The AES Corporation (AES) vs American Express Company (AXP)
Rewards
- ★Gross margin of 63.5% indicates strong pricing power — typical of businesses with significant intellectual property or brand strength.
- ★Return on equity has consistently exceeded 20% over 4 years, indicating efficient use of shareholder capital.
- ★Each dollar of retained earnings has created $6.18 of market value — management is an exceptional capital allocator.
Risks
- ⚠Gross margin of 18.4% is low, suggesting a competitive or commodity-like market with limited pricing power.
- ⚠High leverage (2.59x debt/equity) combined with thin interest coverage (-1.0x) poses financial risk.
- ⚠Net debt/EBITDA of 8.5x indicates heavy leverage — it would take over 4 years of EBITDA to pay off net debt.
- ⚠Altman Z-Score of 0.93 places the company in the distress zone — financial patterns resemble those of companies that experienced bankruptcy.
- ⚠7 insider sales totaling $36.4M with no purchases in the past 3 months — insiders are reducing their exposure.
- ⚠Free cash flow has declined at a 5.9% CAGR over the past 4 years — a concerning trend.
Key Valuation Metrics
Learn more →Historical Fundamentals
Learn more →Price ÷ Earnings Per Share — how many years of current earnings you're paying for at today's price. Lower P/E may indicate undervaluation.
Price ÷ Earnings Per Share — how many years of current earnings you're paying for at today's price. Lower P/E may indicate undervaluation.
Price ÷ Earnings Per Share — how many years of current earnings you're paying for at today's price. Lower P/E may indicate undervaluation.
$1 Retained Earnings Test
Learn more →> $1 created per $1 retained = Value Creator · < $1 created = Value Destroyer
> $1 created per $1 retained = Value Creator · < $1 created = Value Destroyer
Buffett's "$1 Test": For every $1 of earnings retained, has management created at least $1 of market value?
> $1 created per $1 retained = Value Creator · < $1 created = Value Destroyer
Discounted Cash Flow (DCF) Analysis
Learn more →Reverse DCF — Market-Implied Growth
Learn more →Requires positive FCF to compute implied growth rate.
Requires positive FCF to compute implied growth rate.
Economic Moat Score
Learn more →No durable moat detected, though revenue predictability shows some competitive positioning. The business lacks consistent evidence of sustainable advantages.
Narrow moat with revenue predictability as the key competitive advantage. Improving margin stability would strengthen the moat.
Forensic Accounting
Learn more →M-Score Trend
M-Score Trend
Beneish's 8-variable model estimates the probability of earnings manipulation. An M-Score above -1.78 signals elevated risk — companies in this range have historically been 3-5× more likely to be manipulating earnings. Scores between -2.22 and -1.78 fall in a grey zone warranting further investigation.
Ownership Breakdown
Learn more →High insider ownership aligns management incentives with shareholders. Institutional concentration can indicate smart-money conviction but also crowding risk.
Insider Buying Activity
Learn more →Open market purchases · includes direct & indirect ownership · excludes option exercises.
Insider Selling Activity
Learn more →Direct ownership only · excludes indirect, option exercises, planned (10b5-1) sales & derivatives.
🎭 Mr. Market's Mood
Learn more →"Market is pessimistic — investigate whether fears are temporary or structural"
"Market is pricing this stock without strong emotion in either direction"
Composite sentiment score based on market signals. Inspired by Buffett’s "Mr. Market" allegory — fear = potential opportunity, greed = potential risk. Must be used alongside fundamental analysis, not in isolation.
⚖️ Buffett Signal
Learn more →The Buffett Signal cross-references market sentiment with DCF valuation. Configure the DCF Analysis above to generate a signal.
The Buffett Signal cross-references market sentiment with DCF valuation. Configure the DCF Analysis above to generate a signal.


Your answer is a number only: how many lines in the data below contain "hollow"?

Extracts from a graphics dataset:
-- Opening Marker --

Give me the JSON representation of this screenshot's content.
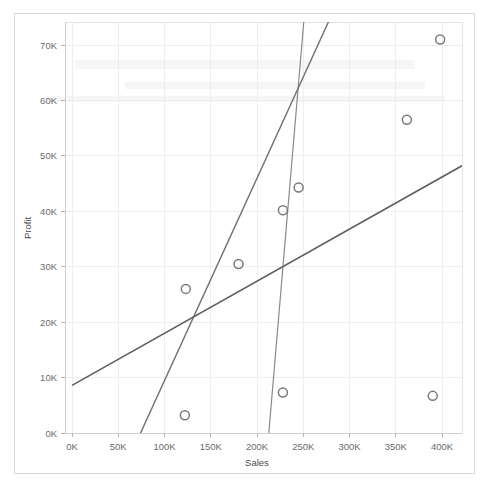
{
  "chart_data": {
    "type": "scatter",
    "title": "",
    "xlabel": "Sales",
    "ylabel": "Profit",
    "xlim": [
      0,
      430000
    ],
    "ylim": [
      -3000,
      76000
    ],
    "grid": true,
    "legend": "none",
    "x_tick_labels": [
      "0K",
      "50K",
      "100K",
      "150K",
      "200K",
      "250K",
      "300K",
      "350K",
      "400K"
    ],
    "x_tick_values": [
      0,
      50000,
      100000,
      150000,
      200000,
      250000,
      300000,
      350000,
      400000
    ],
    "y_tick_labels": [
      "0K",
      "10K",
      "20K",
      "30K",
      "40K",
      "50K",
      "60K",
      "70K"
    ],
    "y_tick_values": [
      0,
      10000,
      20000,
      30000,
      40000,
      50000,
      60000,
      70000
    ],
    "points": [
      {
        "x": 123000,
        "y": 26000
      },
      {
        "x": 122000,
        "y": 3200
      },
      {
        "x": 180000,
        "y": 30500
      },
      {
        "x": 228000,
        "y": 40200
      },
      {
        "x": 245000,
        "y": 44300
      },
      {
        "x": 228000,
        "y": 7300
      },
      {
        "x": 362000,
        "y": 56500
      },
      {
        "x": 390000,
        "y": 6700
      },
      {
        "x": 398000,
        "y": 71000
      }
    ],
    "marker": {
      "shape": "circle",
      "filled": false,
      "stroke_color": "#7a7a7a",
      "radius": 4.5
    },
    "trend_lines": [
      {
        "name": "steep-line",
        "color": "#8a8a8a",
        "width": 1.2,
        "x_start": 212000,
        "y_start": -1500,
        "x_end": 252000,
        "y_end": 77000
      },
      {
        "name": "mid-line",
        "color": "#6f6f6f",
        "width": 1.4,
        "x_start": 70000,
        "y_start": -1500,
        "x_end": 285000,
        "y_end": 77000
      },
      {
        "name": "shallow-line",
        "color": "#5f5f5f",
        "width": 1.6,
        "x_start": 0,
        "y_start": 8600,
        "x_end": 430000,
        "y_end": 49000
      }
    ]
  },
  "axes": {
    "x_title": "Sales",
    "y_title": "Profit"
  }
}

-- Closing Marker --
-- Opening Marker --

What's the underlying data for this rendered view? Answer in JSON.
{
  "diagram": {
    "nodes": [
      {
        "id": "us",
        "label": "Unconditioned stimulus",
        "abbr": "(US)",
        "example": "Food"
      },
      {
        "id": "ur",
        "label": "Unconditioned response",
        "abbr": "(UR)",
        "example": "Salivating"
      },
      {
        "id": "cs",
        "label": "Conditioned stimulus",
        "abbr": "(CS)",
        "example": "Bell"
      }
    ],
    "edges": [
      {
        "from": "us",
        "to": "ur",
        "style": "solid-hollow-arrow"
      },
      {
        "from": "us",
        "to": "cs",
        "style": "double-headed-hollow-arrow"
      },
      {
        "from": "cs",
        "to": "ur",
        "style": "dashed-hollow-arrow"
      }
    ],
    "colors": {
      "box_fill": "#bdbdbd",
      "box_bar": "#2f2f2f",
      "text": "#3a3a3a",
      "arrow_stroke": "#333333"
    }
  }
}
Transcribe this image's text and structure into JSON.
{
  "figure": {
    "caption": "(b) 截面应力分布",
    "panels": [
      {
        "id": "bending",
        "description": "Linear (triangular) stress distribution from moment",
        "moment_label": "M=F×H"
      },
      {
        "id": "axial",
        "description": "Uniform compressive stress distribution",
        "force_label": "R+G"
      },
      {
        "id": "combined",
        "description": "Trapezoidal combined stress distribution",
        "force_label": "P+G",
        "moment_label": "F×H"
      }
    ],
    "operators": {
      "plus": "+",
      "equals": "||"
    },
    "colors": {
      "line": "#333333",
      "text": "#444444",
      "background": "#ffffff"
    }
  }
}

-- Closing Marker --

▸ **Answer for this exercise**: 3